The Arkansas Razorbacks might have moved on if it hadn't been for the first inning.
The Diamond Hogs dropped their first and only game in the SEC Tournament 5-2 on Friday to the Ole Miss Rebels at Hoover Metropolitan Stadium in Hoover, Alabama, who were powered by five runs before the Hogs even had a chance to bat.
Only one of those five runs was earned, as defensive miscues gave way to a three-run bomb by Ole Miss hitter Austin Fawley before the first inning ended. Those were the only runs the Rebels would score for the rest of the game.
Outside of that five-run first inning, the Rebels weren't able to push across any runs, thanks in large part to Arkansas' bullpen arms. The Razorbacks used three pitchers after starting lefty Zach Root left the game after four innings. He finished the day with seven hits allowed, five runs (one earned) and four strikeouts to two walks on 78 pitches.
"I thought Zach got a couple bad breaks in the first inning," Arkansas skipper Dave Van Horn said after the loss. "Spotted him five; felt like they'd have scored maybe one. We fielded the ball all year, and we've turned double plays, and we didn't do it today, and it cost us."
Sophomore right-hander Gabe Gaeckle relieved Root on the mound and got in three innings of work with just two hits and one walk to four strikeouts.
"Yeah, I thought he threw the ball extremely well," Van Horn said. "We could have left him out there. We just wanted to get (Gibler) in there for a little bit...We can use him in so many different roles, whether we finish a game with him, start him, long relief. He's such a good teammate, he doesn't care what he does."
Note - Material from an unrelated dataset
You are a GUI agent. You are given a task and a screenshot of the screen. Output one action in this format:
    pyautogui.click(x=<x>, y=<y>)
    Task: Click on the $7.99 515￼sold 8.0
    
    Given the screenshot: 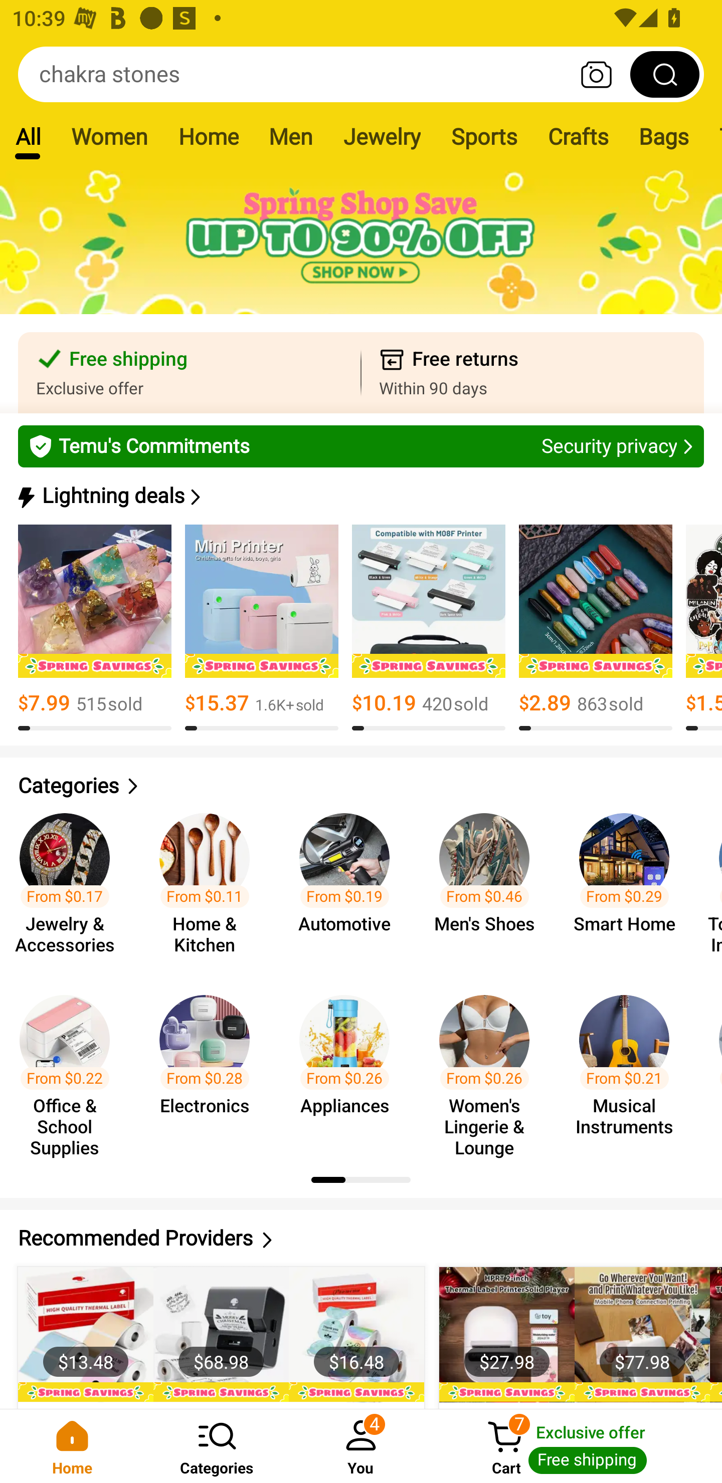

Freshman lefty Cole Gibler took over in the eighth inning and also tallied four strikeouts across 1.2 innings. His outing was the latest in a string of solid performances, which suggests he'll likely be called upon more when the Hogs start NCAA Tournament play next weekend.
"Well, he's just grown up," Van Horn said of Gibler. "From when he walked in the door, he had a good arm, didn't command stuff great, then he'd have a good outing, then he'd have a bad outing, and this was in fall practice.
"Kind of pitched with an attitude almost too much, where I felt like if you pitch like that, you're going to be a one-inning max guy. You can be better than that. He really calmed it down, and his stuff is obviously really hard to hit...He is a big piece for our bullpen now."
After Gibler's outing ended, Christian Foutch entered the game and needed just three pitches to ring up Ole Miss infielder Judd Utermark.
"The positive for me today was Gaeckle and Gibler, and then Foutch coming in and getting one hitter," Van Horn said. "But Zach threw pretty good. He gave up some hits, but five runs, one run was earned. He should have been off the field pretty quickly a couple innings in, and who knows how the game would have turned out."
Van Horn said the message to the team now, with no games left to play before Selection Monday, is to clean up the miscues and not let them punish you in the postseason.
"The message in the outfield is that you learn from today's game," Van Horn said. "We let it slip a little bit in the first, and the pitchers did a great job of holding them down, giving us an opportunity, but Ole Miss's pitchers would have none of it. You know how a bad inning can finish you. All the games coming up are to the point now where you lose a couple, you're done.
"The message going forward is that we've got to tighten up as a group. We can't let that happen again, and we need to have a good week back in Fayetteville and get ready to go."
Despite the loss, Arkansas is still in a great position to host a regional and likely a Super Regional as a top-eight seed nationally. The Diamond Hogs will learn their overall seed and what their path to the College World Series in Omaha, Nebraska, will look like on Monday.